Spasticity responds to a different set of treatments. Oral medications that reduce muscle tone, such as baclofen and tizanidine, are commonly used. For severe spasticity that doesn’t respond to pills, baclofen can be delivered directly into the spinal fluid through a small pump, which tends to be more effective than the oral form.
Managing Joint and Musculoskeletal Pain
The aching, stiffness, and soreness that come from weakened muscles and immobility are typically treated with over-the-counter pain relievers like acetaminophen, ibuprofen, or naproxen, combined with moist heat and gentle massage. For localized joint pain, such as a painful frozen shoulder, corticosteroid injections into the joint can help.

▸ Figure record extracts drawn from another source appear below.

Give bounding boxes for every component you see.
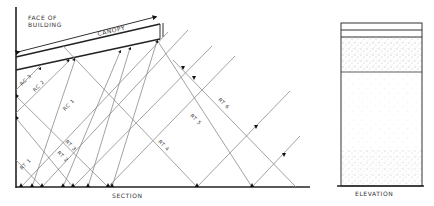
face-of-building-label-2: BUILDING (28, 21, 62, 28)
section-drawing: FACE OF BUILDING CANOPY RC 3 RC 2 RC 1 R… (16, 7, 310, 199)
sun-rays (16, 30, 300, 187)
elevation-drawing: ELEVATION (337, 23, 424, 197)
rt1-label: RT 1 (18, 157, 32, 171)
rt5-label: RT 5 (189, 112, 203, 126)
rc1-label: RC 1 (61, 98, 75, 112)
rt4-label: RT 4 (157, 138, 171, 152)
dense-stipple-band (341, 37, 422, 72)
sun-reflection-diagram: FACE OF BUILDING CANOPY RC 3 RC 2 RC 1 R… (0, 0, 434, 206)
rc3-label: RC 3 (18, 73, 32, 87)
section-title: SECTION (112, 192, 143, 199)
rt2-label: RT 2 (56, 149, 70, 163)
face-of-building-label: FACE OF (28, 14, 57, 21)
elevation-title: ELEVATION (355, 190, 393, 197)
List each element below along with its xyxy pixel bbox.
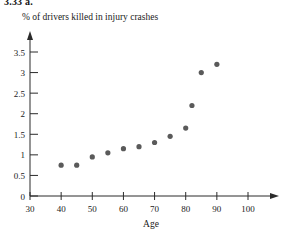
data-point	[214, 62, 219, 67]
y-axis-group: 00.511.522.533.5	[14, 31, 38, 202]
figure-container: 3.33 a. % of drivers killed in injury cr…	[0, 0, 287, 238]
data-point	[59, 163, 64, 168]
x-tick-label: 100	[241, 204, 255, 214]
x-tick-group: 30405060708090100	[26, 192, 256, 214]
x-tick-label: 40	[57, 204, 67, 214]
data-point	[189, 103, 194, 108]
data-point	[105, 150, 110, 155]
x-tick-label: 70	[150, 204, 160, 214]
y-tick-label: 3	[21, 68, 26, 78]
data-point-group	[59, 62, 220, 168]
data-point	[136, 144, 141, 149]
scatter-plot: 00.511.522.533.5 30405060708090100 Age	[0, 0, 287, 238]
y-tick-label: 3.5	[14, 48, 26, 58]
x-axis-arrowhead	[270, 193, 279, 199]
data-point	[199, 70, 204, 75]
y-axis-arrowhead	[27, 31, 33, 40]
x-axis-label: Age	[143, 219, 159, 229]
data-point	[168, 134, 173, 139]
x-tick-label: 80	[181, 204, 191, 214]
y-tick-label: 0	[21, 192, 26, 202]
y-tick-label: 0.5	[14, 171, 26, 181]
y-tick-label: 2.5	[14, 89, 26, 99]
x-tick-label: 50	[88, 204, 98, 214]
data-point	[90, 154, 95, 159]
data-point	[183, 126, 188, 131]
x-tick-label: 60	[119, 204, 129, 214]
y-tick-label: 1	[21, 150, 26, 160]
y-tick-label: 1.5	[14, 130, 26, 140]
data-point	[121, 146, 126, 151]
x-tick-label: 30	[26, 204, 36, 214]
x-axis-group: 30405060708090100	[26, 192, 280, 214]
data-point	[74, 163, 79, 168]
data-point	[152, 140, 157, 145]
y-tick-label: 2	[21, 109, 26, 119]
x-tick-label: 90	[212, 204, 222, 214]
y-tick-group: 00.511.522.533.5	[14, 48, 38, 202]
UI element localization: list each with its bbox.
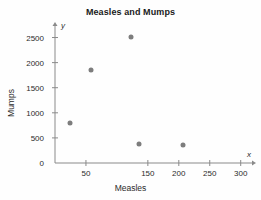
x-tick-label: 250 [195,169,225,178]
axis-lines [55,26,252,163]
y-tick-label: 2500 [14,33,44,42]
scatter-point [128,34,133,39]
y-axis-letter: y [61,21,65,30]
y-tick-label: 500 [14,133,44,142]
x-tick-label: 150 [133,169,163,178]
y-tick-label: 1000 [14,108,44,117]
scatter-point [181,143,186,148]
y-tick-label: 2000 [14,58,44,67]
y-tick-label: 1500 [14,83,44,92]
x-tick-label: 50 [71,169,101,178]
x-tick-label: 300 [226,169,256,178]
y-tick-label: 0 [14,159,44,168]
x-axis-letter: x [247,150,251,159]
x-tick-label: 200 [164,169,194,178]
y-axis-title: Mumps [6,78,16,128]
axis-arrow-icon [53,22,257,166]
scatter-point [68,120,73,125]
scatter-point [136,141,141,146]
scatter-point [88,68,93,73]
x-axis-title: Measles [0,183,261,193]
chart-figure: Measles and Mumps 05001000150020002500 5… [0,0,261,200]
tick-marks [52,38,241,166]
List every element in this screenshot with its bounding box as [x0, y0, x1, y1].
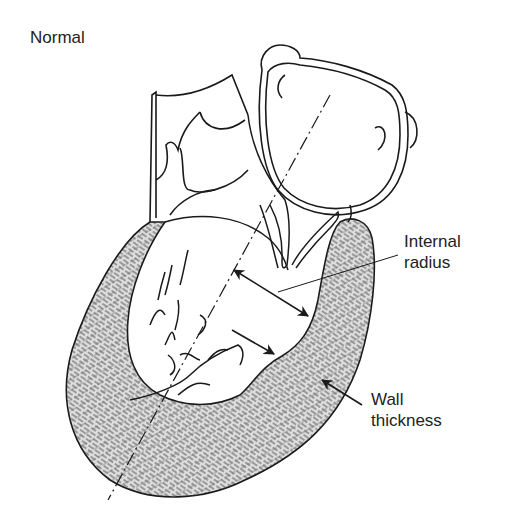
endocardium-arrow	[232, 330, 274, 354]
heart-diagram	[0, 0, 507, 523]
ventricle-wall	[66, 219, 374, 497]
internal-radius-arrow	[234, 270, 308, 316]
aorta	[150, 75, 248, 222]
left-atrium	[259, 45, 417, 215]
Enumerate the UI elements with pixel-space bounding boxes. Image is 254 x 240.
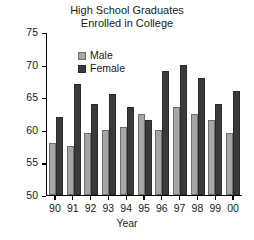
- x-tick-mark: [126, 196, 127, 200]
- bar-groups: [47, 33, 242, 195]
- bar-female-91: [74, 84, 81, 195]
- bar-male-91: [67, 146, 74, 195]
- bar-male-96: [155, 130, 162, 195]
- x-tick-label: 95: [138, 202, 150, 215]
- bar-male-00: [226, 133, 233, 195]
- y-tick-label: 60: [26, 124, 38, 137]
- bar-male-92: [84, 133, 91, 195]
- bar-female-95: [145, 120, 152, 195]
- x-tick-label: 92: [85, 202, 97, 215]
- bar-female-94: [127, 107, 134, 195]
- bar-female-98: [198, 78, 205, 195]
- x-tick-mark: [179, 196, 180, 200]
- bar-female-97: [180, 65, 187, 195]
- y-tick-label: 75: [26, 26, 38, 39]
- x-tick-mark: [232, 196, 233, 200]
- x-tick-label: 90: [49, 202, 61, 215]
- bar-group-99: [207, 33, 225, 195]
- bar-group-98: [189, 33, 207, 195]
- bar-female-93: [109, 94, 116, 195]
- x-tick-label: 97: [174, 202, 186, 215]
- bar-group-97: [171, 33, 189, 195]
- x-tick-label: 98: [192, 202, 204, 215]
- bar-male-98: [191, 114, 198, 196]
- x-tick-mark: [54, 196, 55, 200]
- legend-swatch-male-icon: [78, 52, 86, 60]
- bar-group-95: [136, 33, 154, 195]
- legend-item-female: Female: [78, 62, 125, 75]
- bar-female-00: [233, 91, 240, 195]
- bar-male-97: [173, 107, 180, 195]
- x-tick-mark: [90, 196, 91, 200]
- bar-group-00: [224, 33, 242, 195]
- x-tick-mark: [215, 196, 216, 200]
- y-tick-label: 55: [26, 156, 38, 169]
- y-tick-label: 65: [26, 91, 38, 104]
- bar-male-99: [208, 120, 215, 195]
- x-tick-mark: [197, 196, 198, 200]
- plot-area: [46, 33, 242, 196]
- x-tick-label: 91: [67, 202, 79, 215]
- bar-male-93: [102, 130, 109, 195]
- x-tick-label: 93: [103, 202, 115, 215]
- legend-swatch-female-icon: [78, 65, 86, 73]
- bar-male-90: [49, 143, 56, 195]
- y-tick-label: 70: [26, 59, 38, 72]
- legend-label-male: Male: [90, 49, 113, 62]
- bar-group-96: [153, 33, 171, 195]
- x-tick-mark: [143, 196, 144, 200]
- x-tick-mark: [72, 196, 73, 200]
- x-tick-mark: [161, 196, 162, 200]
- bar-male-94: [120, 127, 127, 195]
- chart-title-line-2: Enrolled in College: [0, 17, 254, 30]
- legend-item-male: Male: [78, 49, 125, 62]
- bar-female-92: [91, 104, 98, 195]
- bar-female-99: [215, 104, 222, 195]
- x-axis-title: Year: [0, 217, 254, 229]
- x-tick-label: 00: [227, 202, 239, 215]
- x-tick-label: 96: [156, 202, 168, 215]
- x-tick-label: 94: [120, 202, 132, 215]
- chart-title-line-1: High School Graduates: [0, 4, 254, 17]
- bar-group-90: [47, 33, 65, 195]
- legend-label-female: Female: [90, 62, 125, 75]
- bar-female-90: [56, 117, 63, 195]
- chart-title: High School Graduates Enrolled in Colleg…: [0, 4, 254, 30]
- chart-figure: High School Graduates Enrolled in Colleg…: [0, 0, 254, 240]
- y-tick-label: 50: [26, 189, 38, 202]
- x-tick-mark: [108, 196, 109, 200]
- x-tick-label: 99: [209, 202, 221, 215]
- chart-legend: Male Female: [78, 49, 125, 75]
- bar-male-95: [138, 114, 145, 196]
- bar-female-96: [162, 71, 169, 195]
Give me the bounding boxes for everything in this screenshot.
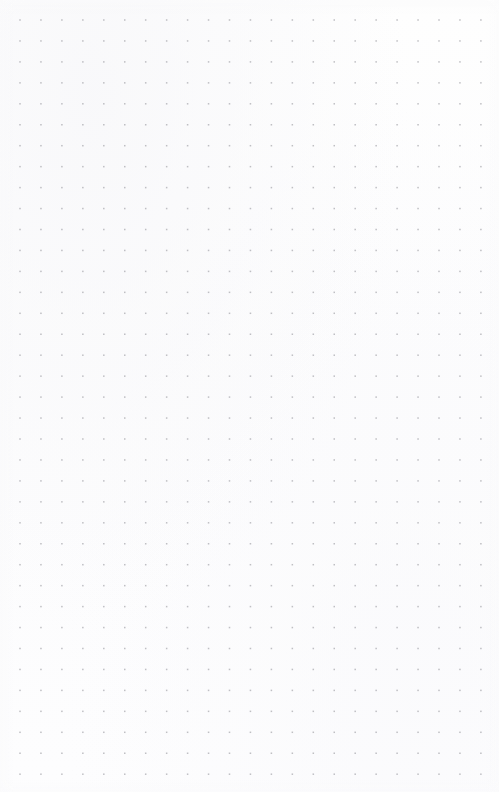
page-content-area[interactable] [0,0,499,792]
dot-grid-page [0,0,499,792]
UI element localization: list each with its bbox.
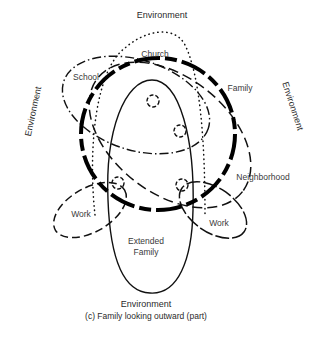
neighborhood-label: Neighborhood (236, 172, 290, 182)
environment-label-left: Environment (23, 85, 43, 137)
family-member-markers (112, 95, 188, 191)
work-right-label: Work (209, 218, 229, 228)
ecomap-diagram: Environment Environment Environment Chur… (0, 0, 323, 339)
figure-caption: (c) Family looking outward (part) (85, 311, 207, 321)
environment-label-top: Environment (137, 10, 188, 20)
environment-label-right: Environment (280, 80, 305, 132)
member-circle-1 (147, 95, 159, 107)
work-left-label: Work (71, 209, 91, 219)
school-label: School (73, 72, 99, 82)
school-boundary (50, 39, 222, 172)
church-label: Church (141, 49, 169, 59)
environment-label-bottom: Environment (121, 299, 172, 309)
member-circle-2 (174, 125, 186, 137)
extended-family-label-line2: Family (133, 247, 159, 257)
work-right-boundary (169, 170, 256, 250)
extended-family-label-line1: Extended (128, 236, 164, 246)
diagram-canvas: Environment Environment Environment Chur… (0, 0, 323, 339)
family-label: Family (227, 83, 253, 93)
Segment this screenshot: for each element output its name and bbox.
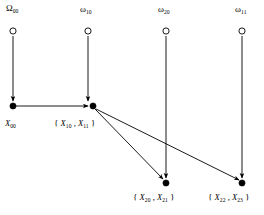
source-node-omega-10 bbox=[85, 28, 91, 34]
source-node-omega-11 bbox=[239, 28, 245, 34]
state-label-x-1011: { X10 , X11 } bbox=[54, 119, 95, 129]
omega-00-symbol: Ω bbox=[6, 3, 13, 13]
state-node-x-2021 bbox=[163, 180, 169, 186]
state-label-x-00: X00 bbox=[5, 119, 16, 129]
omega-11-subscript: 11 bbox=[241, 9, 247, 15]
state-node-x-2223 bbox=[239, 180, 245, 186]
x-1011-open-brace: { bbox=[54, 118, 61, 128]
edge-x1011-to-x2021 bbox=[95, 109, 163, 179]
state-node-x-00 bbox=[10, 103, 16, 109]
omega-20-subscript: 20 bbox=[164, 9, 170, 15]
diagram-graphics bbox=[0, 0, 264, 215]
state-node-x-1011 bbox=[90, 103, 96, 109]
source-node-omega-00 bbox=[10, 28, 16, 34]
x-1011-close-brace: } bbox=[89, 118, 96, 128]
state-label-x-2021: { X20 , X21 } bbox=[133, 193, 175, 203]
omega-00-subscript: 00 bbox=[13, 8, 19, 14]
source-label-omega-20: ω20 bbox=[158, 5, 170, 15]
x-2021-open-brace: { bbox=[133, 192, 140, 202]
source-node-omega-20 bbox=[163, 28, 169, 34]
x-00-subscript: 00 bbox=[10, 123, 16, 129]
figure-canvas: Ω00 ω10 ω20 ω11 X00 { X10 , X11 } { X20 … bbox=[0, 0, 264, 215]
edge-x1011-to-x2223 bbox=[96, 109, 239, 180]
x-2223-open-brace: { bbox=[208, 192, 215, 202]
source-label-omega-00: Ω00 bbox=[6, 4, 19, 14]
state-label-x-2223: { X22 , X23 } bbox=[208, 193, 250, 203]
source-label-omega-10: ω10 bbox=[80, 5, 92, 15]
x-2223-close-brace: } bbox=[243, 192, 250, 202]
x-2021-close-brace: } bbox=[168, 192, 175, 202]
omega-10-subscript: 10 bbox=[86, 9, 92, 15]
source-label-omega-11: ω11 bbox=[235, 5, 247, 15]
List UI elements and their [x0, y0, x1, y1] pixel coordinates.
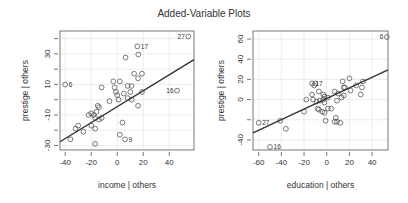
av-plot-education: -60-40-2002040-400204060education | othe…	[216, 31, 389, 190]
data-point	[76, 123, 81, 128]
x-tick-label: -40	[276, 158, 288, 167]
data-point	[117, 79, 122, 84]
data-point	[329, 106, 334, 111]
plot-frame	[60, 31, 194, 150]
x-tick-label: 40	[165, 158, 174, 167]
plot-frame	[253, 31, 388, 150]
data-point	[310, 92, 315, 97]
data-point	[111, 79, 116, 84]
x-tick-label: 40	[368, 158, 377, 167]
data-point	[97, 105, 102, 110]
x-tick-label: -40	[59, 158, 71, 167]
x-tick-label: -60	[253, 158, 265, 167]
data-point	[135, 44, 140, 49]
y-axis-label: prestige | others	[216, 60, 226, 121]
data-point	[136, 103, 141, 108]
y-tick-label: 0	[236, 97, 245, 102]
x-tick-label: -20	[298, 158, 310, 167]
data-point	[94, 109, 99, 114]
data-point	[338, 120, 343, 125]
data-point	[121, 91, 126, 96]
x-axis-label: income | others	[98, 180, 156, 190]
regression-line	[60, 60, 194, 142]
data-point	[283, 126, 288, 131]
av-plots-canvas: -40-2002040-30-101030income | otherspres…	[0, 0, 408, 203]
data-point	[132, 71, 137, 76]
x-tick-label: 20	[139, 158, 148, 167]
y-tick-label: 10	[43, 79, 52, 88]
y-tick-label: -30	[43, 139, 52, 151]
x-tick-label: -20	[85, 158, 97, 167]
data-point	[117, 132, 122, 137]
point-label: 16	[274, 143, 282, 150]
data-point	[95, 103, 100, 108]
data-point	[136, 52, 141, 57]
y-axis-label: prestige | others	[20, 60, 30, 121]
point-label: 6	[69, 81, 73, 88]
data-point	[120, 120, 125, 125]
y-tick-label: -10	[43, 109, 52, 121]
y-tick-label: 20	[236, 74, 245, 83]
data-point	[335, 98, 340, 103]
y-tick-label: -40	[236, 134, 245, 146]
x-tick-label: 0	[115, 158, 120, 167]
y-tick-label: 60	[236, 34, 245, 43]
x-tick-label: 20	[345, 158, 354, 167]
point-label: 17	[141, 43, 149, 50]
data-point	[114, 90, 119, 95]
data-point	[268, 145, 273, 150]
data-point	[360, 85, 365, 90]
data-point	[323, 118, 328, 123]
x-tick-label: 0	[325, 158, 330, 167]
data-point	[123, 55, 128, 60]
point-label: 6	[380, 33, 384, 40]
data-point	[112, 85, 117, 90]
data-point	[99, 85, 104, 90]
data-point	[136, 76, 141, 81]
x-axis-label: education | others	[287, 180, 354, 190]
data-point	[140, 71, 145, 76]
y-tick-label: 40	[236, 54, 245, 63]
av-plot-income: -40-2002040-30-101030income | otherspres…	[20, 31, 194, 190]
point-label: 27	[178, 33, 186, 40]
data-point	[358, 92, 363, 97]
data-point	[186, 34, 191, 39]
data-point	[128, 90, 133, 95]
data-point	[123, 137, 128, 142]
y-tick-label: 30	[43, 49, 52, 58]
data-point	[316, 89, 321, 94]
point-label: 9	[129, 136, 133, 143]
point-label: 16	[166, 87, 174, 94]
data-point	[68, 137, 73, 142]
data-point	[175, 88, 180, 93]
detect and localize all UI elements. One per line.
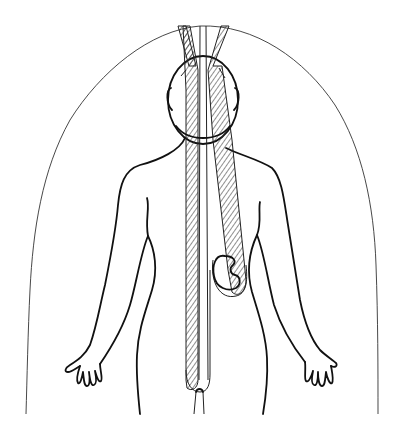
- leg-line-right: [203, 392, 204, 414]
- body-left-shoulder: [66, 138, 185, 372]
- center-channel-right-line: [206, 26, 208, 380]
- left-inner-arm: [100, 198, 148, 364]
- leg-line-left: [194, 392, 196, 414]
- center-channel-left-line: [199, 26, 200, 380]
- right-band: [208, 26, 246, 294]
- left-hand-fingers: [77, 364, 102, 386]
- left-band: [183, 26, 198, 390]
- anatomy-diagram: [0, 0, 404, 436]
- illustration-canvas: [0, 0, 404, 436]
- field-boundary: [26, 26, 378, 414]
- right-hand-fingers: [305, 362, 333, 386]
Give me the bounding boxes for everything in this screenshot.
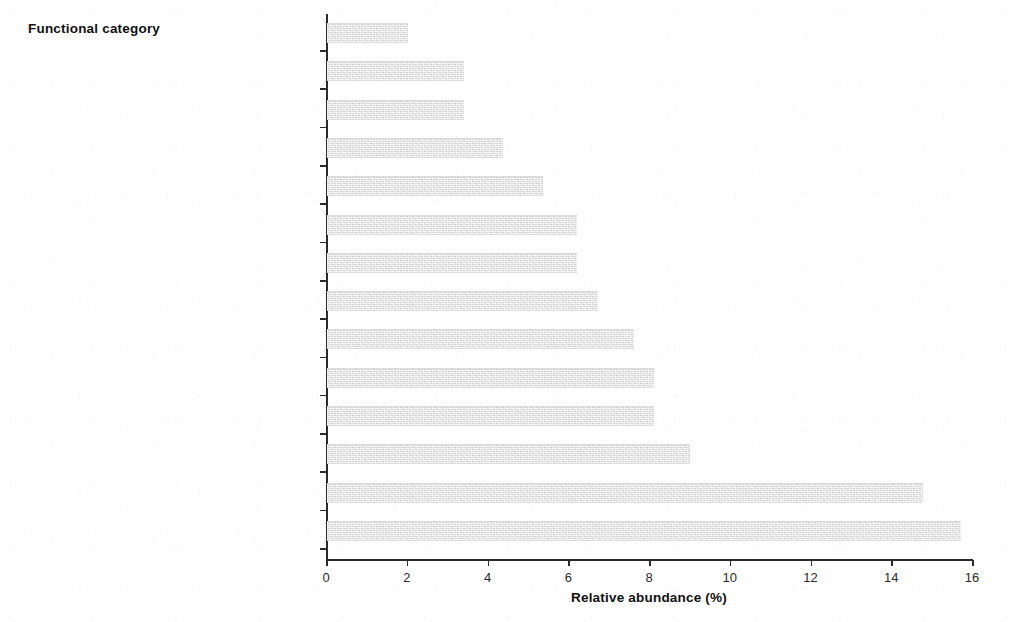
bar-fill <box>327 406 654 426</box>
x-axis-tick <box>568 560 570 566</box>
bar <box>327 253 577 271</box>
x-axis-tick <box>407 560 409 566</box>
bar <box>327 291 598 309</box>
y-axis-tick <box>320 548 326 550</box>
x-axis-tick <box>811 560 813 566</box>
x-axis-tick-label: 4 <box>468 570 508 585</box>
bar-fill <box>327 100 464 120</box>
y-axis-tick <box>320 318 326 320</box>
y-axis-tick <box>320 395 326 397</box>
bar <box>327 521 961 539</box>
bar <box>327 329 634 347</box>
bar <box>327 444 690 462</box>
x-axis-tick-label: 14 <box>871 570 911 585</box>
x-axis-title: Relative abundance (%) <box>326 590 972 605</box>
x-axis-tick-label: 0 <box>306 570 346 585</box>
x-axis-tick-label: 16 <box>952 570 992 585</box>
bar-fill <box>327 329 634 349</box>
bar-fill <box>327 138 503 158</box>
plot-area: 0246810121416 Cell fateInteraction with … <box>326 14 972 560</box>
y-axis-tick <box>320 471 326 473</box>
x-axis-tick <box>488 560 490 566</box>
bar <box>327 176 543 194</box>
y-axis-tick <box>320 357 326 359</box>
bar <box>327 483 923 501</box>
bar-fill <box>327 483 923 503</box>
x-axis-tick <box>891 560 893 566</box>
bar-fill <box>327 176 543 196</box>
x-axis-tick <box>326 560 328 566</box>
bar-fill <box>327 521 961 541</box>
bar-fill <box>327 215 577 235</box>
y-axis-title: Functional category <box>28 21 160 36</box>
y-axis-tick <box>320 203 326 205</box>
bar-fill <box>327 253 577 273</box>
y-axis-tick <box>320 280 326 282</box>
x-axis-tick-label: 2 <box>387 570 427 585</box>
x-axis-tick-label: 10 <box>710 570 750 585</box>
bar-fill <box>327 23 408 43</box>
y-axis-tick <box>320 50 326 52</box>
bar <box>327 138 503 156</box>
y-axis-tick <box>320 510 326 512</box>
bar <box>327 23 408 41</box>
y-axis-line <box>326 14 328 560</box>
bar <box>327 215 577 233</box>
y-axis-tick <box>320 127 326 129</box>
bar <box>327 61 464 79</box>
y-axis-tick <box>320 88 326 90</box>
x-axis-tick-label: 6 <box>548 570 588 585</box>
bar <box>327 406 654 424</box>
x-axis-tick <box>730 560 732 566</box>
bar-chart-figure: Functional category 0246810121416 Cell f… <box>0 0 1009 622</box>
y-axis-tick <box>320 165 326 167</box>
x-axis-tick <box>649 560 651 566</box>
bar <box>327 100 464 118</box>
x-axis-tick-label: 8 <box>629 570 669 585</box>
x-axis-tick-label: 12 <box>791 570 831 585</box>
bar-fill <box>327 291 598 311</box>
bar-fill <box>327 61 464 81</box>
x-axis-tick <box>972 560 974 566</box>
y-axis-tick <box>320 242 326 244</box>
bar-fill <box>327 368 654 388</box>
bar-fill <box>327 444 690 464</box>
bar <box>327 368 654 386</box>
y-axis-tick <box>320 433 326 435</box>
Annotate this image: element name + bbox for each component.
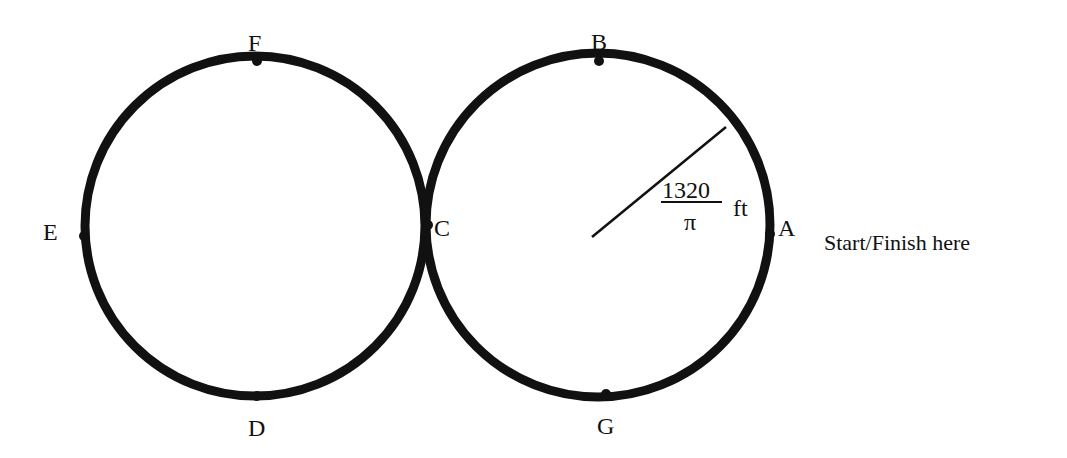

These straightforward measures work for many people through much of their disease course.
Positioning is just as important as medication. Changing body position every two to four hours prevents pressure from building on bony areas like the hips, heels, and lower back. Wedge-shaped pillows can hold the body at a 30-degree side-lying angle, which keeps the most vulnerable pressure points free. Heel wedges lift the lower leg to protect the heel without hyperextending the knee. When lying on the back, keeping the head of the bed below 30 degrees reduces shearing forces on the skin over the tailbone. A good pressure-redistributing mattress matters too. You can check whether a mattress is adequate by sliding your hand between the person’s bony prominence and the surface; if you can’t feel a cushioning layer, it’s “bottoming out.”
Range-of-motion exercises, guided by a physical therapist, help prevent the joint contractures that develop when limbs stay in one position for too long. Positioning aids and boots that hold the foot in a neutral position can prevent the ankle from locking into a pointed-toe posture, which would otherwise make standing transfers impossible and create additional pain.
Nerve Pain and Stronger Options
When the pain has a burning or shooting quality suggestive of nerve involvement, medications like gabapentin, pregabalin, or certain older antidepressants that dampen nerve signaling are the standard approach. These are the same drugs used for nerve pain in other conditions like diabetes or shingles, and they can meaningfully reduce discomfort.
Opioid pain medications are not a first-line choice in ALS because they can suppress breathing, which is already compromised as respiratory muscles weaken. They are typically reserved for advanced stages or palliative care settings, where the priority shifts fully to comfort, and they require careful monitoring.
Why Pain Often Goes Undertreated
Despite how common pain is in ALS, there are currently no widely adopted guidelines for routine pain screening in clinical practice. The European Academy of Neurology’s 2024 recommendations call for systematic pain assessment along with supportive measures like physiotherapy, proper positioning, and splinting, but this hasn’t yet translated into consistent screening at every ALS clinic visit. Pain can also be hard for patients to report as their speech and hand function decline, which means it may go unrecognized unless care teams actively ask about it. If you or someone you care for has ALS, raising the topic of pain directly with the medical team is one of the most effective things you can do to get it addressed.